Homeschooling in Queensland: How HEU Registration Actually Works
General information for Queensland families, current as of 2026. Always check the Home Education Unit's pages for the latest requirements before you apply — this is a guide, not legal advice.*
Queensland's home education system has a reputation for being paperwork-heavy, and there's some truth to that — but it also has one feature no other state offers: you're registered the moment you apply. That changes everything about how it feels to start. Let me walk you through how it really works, plain and simple.
The basics first
Home education in Queensland is managed by the Home Education Unit (HEU) — you may also see it called Queensland Home Education (QHE) — which sits under the Department of Education. You can register a child who is between five-and-a-half and 18 years old (by 31 December), not currently enrolled at a school, with a parent or guardian living in Queensland.
There's no fee to register, and you don't have to buy a single thing to be approved.
The part that makes Queensland different
In most states you apply, wait, and only start once you're approved. Queensland flips that: you are provisionally registered from the moment you apply. You can legally begin home educating the same day. You can't register in advance — registration starts immediately — which is why families withdraw from school and apply on the same day to avoid any gap.
The HEU will email you within roughly 5 to 10 working days to confirm your provisional registration, then continue processing your full application (which can take a few weeks).
What you submit
To apply, you'll provide:
- The application form (online, or by email/post)
- Your child's birth certificate (or another document linking you to your child with their date of birth)
- A learning plan for the year ahead
Helpfully, you can submit the application without the plan and send the plan in within about four to six weeks — the HEU will email you a reminder. So a missing plan is no reason to delay starting.
Your plan should show how you'll provide "high-quality learning" suited to your child. It does not need a timetable or daily schedule, and you don't have to mirror school year levels — the HEU wants to see genuine, tailored learning, not a copy of a classroom.
The annual report (this is the bit to plan for)
Here's where Queensland's reputation comes from. Ten months after your registration date, you submit an annual report along with a new plan for the year ahead. The report includes work samples — generally at least two dated samples from three learning areas (six in total), including English and Maths.
This sounds heavier than it is once you're in the rhythm. If you keep a simple folder or photo log of your child's work as you go, your report mostly assembles itself. The trap is leaving it all to the end; the fix is documenting a little, often, from day one.
A genuine perk worth knowing
Queensland offers financial assistance to eligible registered families — including the Back to School Boost and the Textbook and Resource Allowance. If you're eligible, the HEU emails you about how to claim. It's a real benefit that many new families don't realise exists.
The honest takeaway
Queensland asks more of you on paper than some states, but it also trusts you to start straight away and gives you real flexibility in how you teach. The whole system runs on a simple rhythm: plan, learn, keep samples as you go, report once a year. Build that rhythm early and the paperwork becomes background noise rather than a looming deadline.
If you'd like a ready-made learning plan structure and a simple record-keeping system that makes the annual report painless, the free Queensland Starter Guide has both.
Download the free QLD guide → https://www.informedhomeschooling.com.au/queensland
You can start today — that's not a slogan in Queensland, it's literally how the system works.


Exercise aim: Every line with "figure" in it should be copied from the data.

# # # # # # #

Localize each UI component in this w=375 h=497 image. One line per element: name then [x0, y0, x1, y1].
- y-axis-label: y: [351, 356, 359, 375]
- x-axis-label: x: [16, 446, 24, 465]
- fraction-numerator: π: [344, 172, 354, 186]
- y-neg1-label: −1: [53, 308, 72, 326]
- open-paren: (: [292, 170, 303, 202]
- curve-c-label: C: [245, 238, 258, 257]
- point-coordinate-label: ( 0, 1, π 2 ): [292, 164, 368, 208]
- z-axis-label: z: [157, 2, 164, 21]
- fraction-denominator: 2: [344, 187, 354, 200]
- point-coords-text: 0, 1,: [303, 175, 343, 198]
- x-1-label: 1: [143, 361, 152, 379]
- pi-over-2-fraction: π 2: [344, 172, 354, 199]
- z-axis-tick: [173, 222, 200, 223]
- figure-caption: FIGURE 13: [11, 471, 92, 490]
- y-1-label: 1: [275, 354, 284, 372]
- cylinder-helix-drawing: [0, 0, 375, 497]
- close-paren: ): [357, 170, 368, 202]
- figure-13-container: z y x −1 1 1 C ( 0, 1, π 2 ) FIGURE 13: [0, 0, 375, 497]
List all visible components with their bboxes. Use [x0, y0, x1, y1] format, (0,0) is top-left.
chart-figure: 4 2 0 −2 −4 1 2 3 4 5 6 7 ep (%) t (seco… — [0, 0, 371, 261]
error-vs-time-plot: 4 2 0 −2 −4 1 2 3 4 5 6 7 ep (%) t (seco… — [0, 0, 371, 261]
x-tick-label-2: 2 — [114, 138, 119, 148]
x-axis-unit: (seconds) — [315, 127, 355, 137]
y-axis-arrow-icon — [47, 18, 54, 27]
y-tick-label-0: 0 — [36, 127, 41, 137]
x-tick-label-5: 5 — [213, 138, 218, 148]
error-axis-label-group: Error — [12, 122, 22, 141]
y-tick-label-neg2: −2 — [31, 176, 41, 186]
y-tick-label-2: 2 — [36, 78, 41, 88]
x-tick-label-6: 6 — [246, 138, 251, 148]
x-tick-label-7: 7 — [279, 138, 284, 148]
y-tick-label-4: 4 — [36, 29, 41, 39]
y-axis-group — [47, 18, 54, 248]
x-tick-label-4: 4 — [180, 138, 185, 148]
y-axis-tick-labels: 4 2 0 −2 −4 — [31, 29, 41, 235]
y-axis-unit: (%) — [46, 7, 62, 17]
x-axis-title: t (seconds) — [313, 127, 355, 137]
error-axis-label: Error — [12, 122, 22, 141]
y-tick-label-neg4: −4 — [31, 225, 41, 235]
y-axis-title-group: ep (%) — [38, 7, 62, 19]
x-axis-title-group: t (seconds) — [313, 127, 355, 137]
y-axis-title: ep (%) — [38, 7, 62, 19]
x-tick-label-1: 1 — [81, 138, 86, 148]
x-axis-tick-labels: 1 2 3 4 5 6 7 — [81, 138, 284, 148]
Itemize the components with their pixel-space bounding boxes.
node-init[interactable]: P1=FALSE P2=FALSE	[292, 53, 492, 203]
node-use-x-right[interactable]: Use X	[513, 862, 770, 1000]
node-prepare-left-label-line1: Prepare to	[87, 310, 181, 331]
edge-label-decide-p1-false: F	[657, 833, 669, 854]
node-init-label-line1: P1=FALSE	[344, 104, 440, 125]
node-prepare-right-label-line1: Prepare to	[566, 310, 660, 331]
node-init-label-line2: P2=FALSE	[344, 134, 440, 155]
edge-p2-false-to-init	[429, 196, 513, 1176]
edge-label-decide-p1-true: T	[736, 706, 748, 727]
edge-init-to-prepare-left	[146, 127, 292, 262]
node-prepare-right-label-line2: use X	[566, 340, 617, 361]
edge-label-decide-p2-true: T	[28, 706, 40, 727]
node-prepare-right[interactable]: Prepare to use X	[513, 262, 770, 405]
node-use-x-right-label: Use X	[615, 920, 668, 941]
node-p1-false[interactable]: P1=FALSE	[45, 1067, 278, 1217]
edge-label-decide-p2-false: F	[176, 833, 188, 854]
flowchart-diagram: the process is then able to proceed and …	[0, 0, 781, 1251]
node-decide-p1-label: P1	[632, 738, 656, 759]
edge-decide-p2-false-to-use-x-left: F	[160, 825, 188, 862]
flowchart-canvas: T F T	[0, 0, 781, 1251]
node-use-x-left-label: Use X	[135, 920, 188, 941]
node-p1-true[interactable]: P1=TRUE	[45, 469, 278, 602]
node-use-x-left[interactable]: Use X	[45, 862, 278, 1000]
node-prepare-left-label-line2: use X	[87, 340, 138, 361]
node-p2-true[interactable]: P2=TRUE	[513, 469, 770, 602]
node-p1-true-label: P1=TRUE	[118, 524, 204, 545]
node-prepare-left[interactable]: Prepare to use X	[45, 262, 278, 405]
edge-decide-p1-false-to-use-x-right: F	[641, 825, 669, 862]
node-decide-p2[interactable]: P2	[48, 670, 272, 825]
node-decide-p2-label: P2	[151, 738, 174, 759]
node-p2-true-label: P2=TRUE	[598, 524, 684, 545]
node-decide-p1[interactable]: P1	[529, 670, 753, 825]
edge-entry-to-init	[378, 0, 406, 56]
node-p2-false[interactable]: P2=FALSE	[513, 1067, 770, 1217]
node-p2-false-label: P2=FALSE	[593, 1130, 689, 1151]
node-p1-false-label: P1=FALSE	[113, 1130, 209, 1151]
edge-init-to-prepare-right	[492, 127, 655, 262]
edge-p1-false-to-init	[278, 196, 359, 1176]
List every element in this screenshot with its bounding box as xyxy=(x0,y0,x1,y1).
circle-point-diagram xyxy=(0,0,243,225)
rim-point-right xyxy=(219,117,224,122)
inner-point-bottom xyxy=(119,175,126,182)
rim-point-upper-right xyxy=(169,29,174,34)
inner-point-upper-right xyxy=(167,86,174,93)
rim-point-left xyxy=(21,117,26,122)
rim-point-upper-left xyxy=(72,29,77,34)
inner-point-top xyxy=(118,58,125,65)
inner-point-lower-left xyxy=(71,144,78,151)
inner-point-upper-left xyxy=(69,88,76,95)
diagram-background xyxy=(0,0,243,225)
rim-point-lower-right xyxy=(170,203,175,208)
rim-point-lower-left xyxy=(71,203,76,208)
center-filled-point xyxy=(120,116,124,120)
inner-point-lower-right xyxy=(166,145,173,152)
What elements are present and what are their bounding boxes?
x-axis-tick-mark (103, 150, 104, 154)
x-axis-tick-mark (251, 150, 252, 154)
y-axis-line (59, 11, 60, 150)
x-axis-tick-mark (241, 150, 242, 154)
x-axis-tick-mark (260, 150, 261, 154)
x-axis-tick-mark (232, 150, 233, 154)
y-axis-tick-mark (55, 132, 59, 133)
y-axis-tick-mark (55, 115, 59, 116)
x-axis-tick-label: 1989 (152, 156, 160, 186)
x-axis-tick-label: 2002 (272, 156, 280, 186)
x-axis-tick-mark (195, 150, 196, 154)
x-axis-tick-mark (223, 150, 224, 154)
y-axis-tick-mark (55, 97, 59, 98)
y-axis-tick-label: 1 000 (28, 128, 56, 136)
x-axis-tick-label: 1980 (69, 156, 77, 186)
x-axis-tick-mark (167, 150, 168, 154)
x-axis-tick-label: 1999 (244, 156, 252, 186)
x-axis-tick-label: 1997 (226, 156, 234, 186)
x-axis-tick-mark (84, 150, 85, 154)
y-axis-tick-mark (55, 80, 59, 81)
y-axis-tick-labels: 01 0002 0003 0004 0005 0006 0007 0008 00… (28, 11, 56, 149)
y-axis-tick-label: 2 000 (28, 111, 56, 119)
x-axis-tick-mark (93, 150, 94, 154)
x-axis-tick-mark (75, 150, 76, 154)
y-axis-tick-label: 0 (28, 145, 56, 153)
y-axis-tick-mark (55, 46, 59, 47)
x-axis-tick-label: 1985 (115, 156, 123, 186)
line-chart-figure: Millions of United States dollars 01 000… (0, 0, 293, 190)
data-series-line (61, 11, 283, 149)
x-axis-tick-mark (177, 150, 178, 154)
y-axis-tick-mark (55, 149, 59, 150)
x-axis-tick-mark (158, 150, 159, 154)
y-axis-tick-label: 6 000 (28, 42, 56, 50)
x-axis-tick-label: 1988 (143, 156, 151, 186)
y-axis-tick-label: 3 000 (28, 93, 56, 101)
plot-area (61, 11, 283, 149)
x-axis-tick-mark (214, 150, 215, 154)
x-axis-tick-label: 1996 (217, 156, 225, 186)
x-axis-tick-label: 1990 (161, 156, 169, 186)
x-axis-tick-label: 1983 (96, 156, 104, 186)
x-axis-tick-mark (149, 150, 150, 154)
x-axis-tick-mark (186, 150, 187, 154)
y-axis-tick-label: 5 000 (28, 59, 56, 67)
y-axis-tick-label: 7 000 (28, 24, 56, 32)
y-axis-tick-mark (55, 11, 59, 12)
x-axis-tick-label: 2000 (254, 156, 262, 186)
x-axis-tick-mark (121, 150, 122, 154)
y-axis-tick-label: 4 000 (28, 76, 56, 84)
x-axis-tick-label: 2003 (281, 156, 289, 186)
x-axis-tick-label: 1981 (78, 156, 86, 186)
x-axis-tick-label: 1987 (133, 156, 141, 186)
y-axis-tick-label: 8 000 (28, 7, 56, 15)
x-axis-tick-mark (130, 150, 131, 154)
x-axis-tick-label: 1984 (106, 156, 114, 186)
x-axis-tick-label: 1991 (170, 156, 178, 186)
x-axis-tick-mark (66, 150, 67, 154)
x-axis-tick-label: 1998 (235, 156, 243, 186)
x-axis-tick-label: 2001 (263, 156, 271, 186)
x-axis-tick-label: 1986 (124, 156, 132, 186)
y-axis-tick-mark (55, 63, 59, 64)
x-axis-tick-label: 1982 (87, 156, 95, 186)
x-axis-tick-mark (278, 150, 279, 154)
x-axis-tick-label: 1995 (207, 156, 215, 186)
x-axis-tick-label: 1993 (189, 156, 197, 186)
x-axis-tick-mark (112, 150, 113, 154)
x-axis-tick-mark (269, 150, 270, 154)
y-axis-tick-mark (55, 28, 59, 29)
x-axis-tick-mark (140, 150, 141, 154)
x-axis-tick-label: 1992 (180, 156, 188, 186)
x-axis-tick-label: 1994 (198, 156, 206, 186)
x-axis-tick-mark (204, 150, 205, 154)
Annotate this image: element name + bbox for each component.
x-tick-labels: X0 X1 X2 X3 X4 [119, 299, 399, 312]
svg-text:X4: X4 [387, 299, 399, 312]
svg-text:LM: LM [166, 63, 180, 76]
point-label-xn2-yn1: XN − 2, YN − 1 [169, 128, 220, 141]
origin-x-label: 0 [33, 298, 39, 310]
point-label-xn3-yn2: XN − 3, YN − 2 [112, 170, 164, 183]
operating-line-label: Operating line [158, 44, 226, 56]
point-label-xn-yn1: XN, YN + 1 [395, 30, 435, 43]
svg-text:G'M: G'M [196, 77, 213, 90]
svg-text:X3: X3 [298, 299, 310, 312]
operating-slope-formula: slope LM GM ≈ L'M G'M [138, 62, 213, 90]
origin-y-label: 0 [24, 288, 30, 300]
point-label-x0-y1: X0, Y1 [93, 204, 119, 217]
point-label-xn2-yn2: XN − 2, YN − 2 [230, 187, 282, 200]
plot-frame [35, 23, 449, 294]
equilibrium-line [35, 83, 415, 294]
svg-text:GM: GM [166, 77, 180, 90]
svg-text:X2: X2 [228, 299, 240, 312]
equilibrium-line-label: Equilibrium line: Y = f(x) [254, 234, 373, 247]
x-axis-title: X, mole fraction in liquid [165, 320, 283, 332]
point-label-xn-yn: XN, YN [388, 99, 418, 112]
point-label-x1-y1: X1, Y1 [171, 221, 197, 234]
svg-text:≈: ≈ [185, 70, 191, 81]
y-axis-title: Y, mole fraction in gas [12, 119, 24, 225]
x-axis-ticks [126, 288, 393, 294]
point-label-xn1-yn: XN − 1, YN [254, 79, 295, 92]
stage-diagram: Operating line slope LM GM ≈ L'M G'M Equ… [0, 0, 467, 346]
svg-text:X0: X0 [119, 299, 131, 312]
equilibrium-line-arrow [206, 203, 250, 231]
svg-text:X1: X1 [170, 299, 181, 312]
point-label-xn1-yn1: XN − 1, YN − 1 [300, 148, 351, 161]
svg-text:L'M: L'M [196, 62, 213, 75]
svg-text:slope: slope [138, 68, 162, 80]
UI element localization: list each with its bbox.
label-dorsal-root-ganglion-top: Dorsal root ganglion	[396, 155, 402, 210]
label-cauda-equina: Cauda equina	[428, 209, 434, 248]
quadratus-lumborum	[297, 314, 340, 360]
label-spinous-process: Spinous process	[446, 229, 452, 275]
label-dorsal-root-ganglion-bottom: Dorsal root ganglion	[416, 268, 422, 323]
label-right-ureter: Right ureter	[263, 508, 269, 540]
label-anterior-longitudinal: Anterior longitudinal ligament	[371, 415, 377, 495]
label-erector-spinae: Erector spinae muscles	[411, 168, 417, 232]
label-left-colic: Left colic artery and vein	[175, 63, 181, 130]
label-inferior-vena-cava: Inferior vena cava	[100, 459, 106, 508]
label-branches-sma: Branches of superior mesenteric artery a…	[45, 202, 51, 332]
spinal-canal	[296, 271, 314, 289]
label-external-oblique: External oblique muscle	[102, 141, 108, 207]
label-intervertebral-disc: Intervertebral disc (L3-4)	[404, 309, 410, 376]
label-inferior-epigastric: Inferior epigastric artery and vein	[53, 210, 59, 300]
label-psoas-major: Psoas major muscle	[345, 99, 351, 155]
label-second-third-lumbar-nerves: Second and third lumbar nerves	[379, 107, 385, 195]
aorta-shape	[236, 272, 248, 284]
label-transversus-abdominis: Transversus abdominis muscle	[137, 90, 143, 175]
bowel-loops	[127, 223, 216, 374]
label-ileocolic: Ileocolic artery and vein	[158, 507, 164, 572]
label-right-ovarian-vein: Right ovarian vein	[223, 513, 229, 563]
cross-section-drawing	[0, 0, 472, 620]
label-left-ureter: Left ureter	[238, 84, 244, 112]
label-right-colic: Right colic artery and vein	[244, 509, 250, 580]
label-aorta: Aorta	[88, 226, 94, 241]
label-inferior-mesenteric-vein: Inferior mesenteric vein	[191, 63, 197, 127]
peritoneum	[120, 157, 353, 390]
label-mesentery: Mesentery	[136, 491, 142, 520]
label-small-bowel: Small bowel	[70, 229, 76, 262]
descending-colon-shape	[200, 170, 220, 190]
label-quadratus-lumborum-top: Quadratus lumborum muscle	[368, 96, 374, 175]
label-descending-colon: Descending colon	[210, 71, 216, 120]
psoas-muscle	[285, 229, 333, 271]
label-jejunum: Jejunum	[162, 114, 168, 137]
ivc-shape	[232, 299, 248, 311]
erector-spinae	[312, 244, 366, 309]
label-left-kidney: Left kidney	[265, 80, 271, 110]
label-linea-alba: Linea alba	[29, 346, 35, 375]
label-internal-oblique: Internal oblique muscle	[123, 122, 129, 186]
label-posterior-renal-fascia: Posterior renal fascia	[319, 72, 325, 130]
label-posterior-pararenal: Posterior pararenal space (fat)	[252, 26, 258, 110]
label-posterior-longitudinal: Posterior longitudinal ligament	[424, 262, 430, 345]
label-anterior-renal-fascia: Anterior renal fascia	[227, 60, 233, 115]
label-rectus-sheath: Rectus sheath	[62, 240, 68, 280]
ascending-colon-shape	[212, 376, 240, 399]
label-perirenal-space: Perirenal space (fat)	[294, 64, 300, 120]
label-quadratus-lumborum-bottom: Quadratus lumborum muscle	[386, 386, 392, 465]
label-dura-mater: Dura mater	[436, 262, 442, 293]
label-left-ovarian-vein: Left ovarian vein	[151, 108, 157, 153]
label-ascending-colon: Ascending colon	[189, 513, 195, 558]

# # # # # # #

Your response:
- figure-caption: FIGURE 13: [11, 471, 92, 490]
- figure-13-container: z y x −1 1 1 C ( 0, 1, π 2 ) FIGURE 13: [0, 0, 375, 497]
chart-figure: 4 2 0 −2 −4 1 2 3 4 5 6 7 ep (%) t (seco… — [0, 0, 371, 261]
line-chart-figure: Millions of United States dollars 01 000… (0, 0, 293, 190)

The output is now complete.